Soil Moisture Retrieval in Winter Wheat Fields at Different Growth Stages: Integrating a Two-Component Polarimetric SAR Decomposition with CIEM
Author(s) -
Wenxin Xue,
Qinghua Xie,
Xing Peng,
J. David Ballester-Berman,
Jinfei Wang,
Jiali Shang,
Haiqiang Fu,
Jianjun Zhu
Publication year - 2025
Publication title -
ieee journal of selected topics in applied earth observations and remote sensing
Language(s) - English
Resource type - Magazines
SCImago Journal Rank - 1.246
H-Index - 88
eISSN - 2151-1535
pISSN - 1939-1404
DOI - 10.1109/jstars.2025.3595755
Subject(s) - geoscience , signal processing and analysis , power, energy and industry applications
Polarimetric SAR (PolSAR) offers strong volume penetrability, high resolution, sensitivity to surface dielectric properties, and the ability to acquire abundant ground target information, thus having considerable advantages in soil moisture (SM) inversion at the agricultural field scale. In recent years, numerous PolSAR model-based SM retrieval studies have been published. Nevertheless, there is no consensus within the SAR community when it comes to the identification of those existing physically-based models and algorithms providing the best performances in terms of accuracy, reproducibility, complexity and generalizability (i.e. its application to different crops and growth stages). This paper contributes to the current body of literature on radar-driven SM retrieval approaches by proposing an integrated C-band two-component polarimetric decomposition method applied on winter wheat fields. The proposed technique is built on existing vegetation and soil surface microwave models, therefore, the outcomes of the present paper shed light on the applicability and robustness of such models. Two X-Bragg surface scattering models with broader roughness adaptability and three generalized volume scattering models (namely, the Generalized Volume Scattering Model (GVSM), the Simplified Adaptive Volume Scattering Model (SAVSM) and the Simplified Neumann Volume Scattering Model (SNVSM)) were incorporated into the decomposition framework to mitigate vegetation effects and isolate the surface scattering component. Then, the soil moisture was obtained by combining the calibrated integral equation model (CIEM) with the derived optimal roughness parameter. The performance analysis was conducted by using C-band fully-polarimetric RADARSAT-2 images acquired in 2019 over winter wheat crops in southwestern Ontario, Canada. Experimental results evidence that the proposed methodology achieves a reasonable accuracy in soil moisture inversion. Notably, the X-Bragg model based on a zero-mean normal distribution combined with the SNVSM outperforms all other options with an overall RMSE of 6.17 Vol.% and a correlation coefficient of 0.53.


## Action item
Among the lines of data below, reproduce only those from the one with "Scan for 'clothing'." through the one with "Locate toy using", exactly as they stand, both ends included.

## Data listing
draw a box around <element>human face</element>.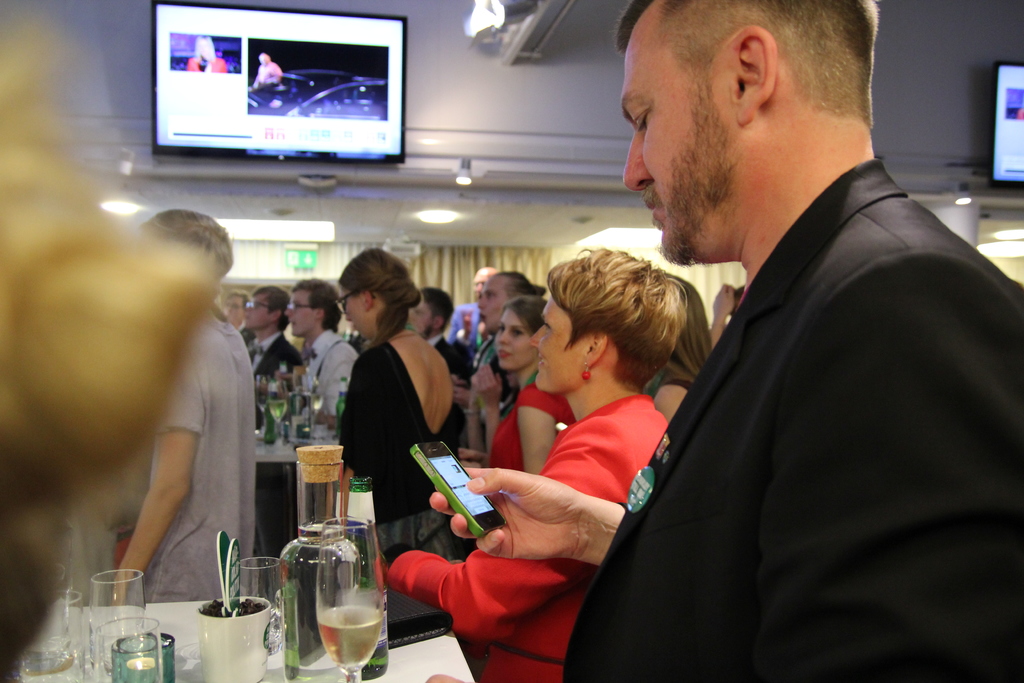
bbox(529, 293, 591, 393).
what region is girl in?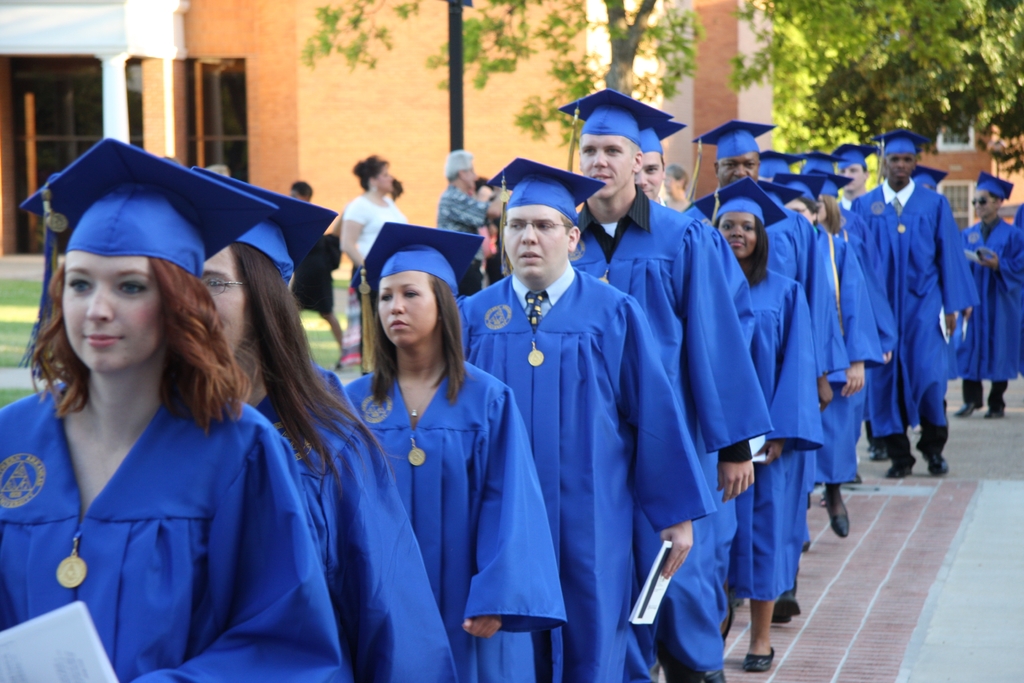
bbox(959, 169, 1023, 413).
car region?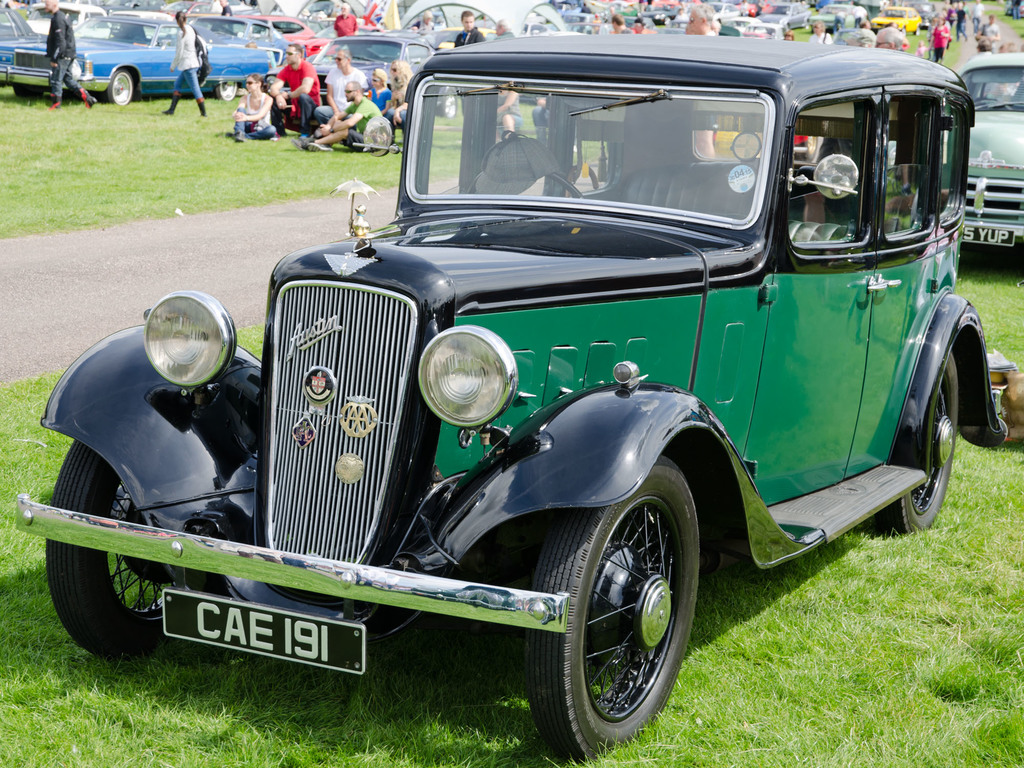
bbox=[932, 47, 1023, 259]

==

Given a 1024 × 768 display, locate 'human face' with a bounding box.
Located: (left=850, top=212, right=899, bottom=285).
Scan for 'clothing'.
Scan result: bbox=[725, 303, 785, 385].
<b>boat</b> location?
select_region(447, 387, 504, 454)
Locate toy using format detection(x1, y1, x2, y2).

## Your solution
Scan for 'clothing'.
Scan result: bbox=[725, 303, 785, 385].
<b>boat</b> location?
select_region(447, 387, 504, 454)
Locate toy using format detection(x1, y1, x2, y2).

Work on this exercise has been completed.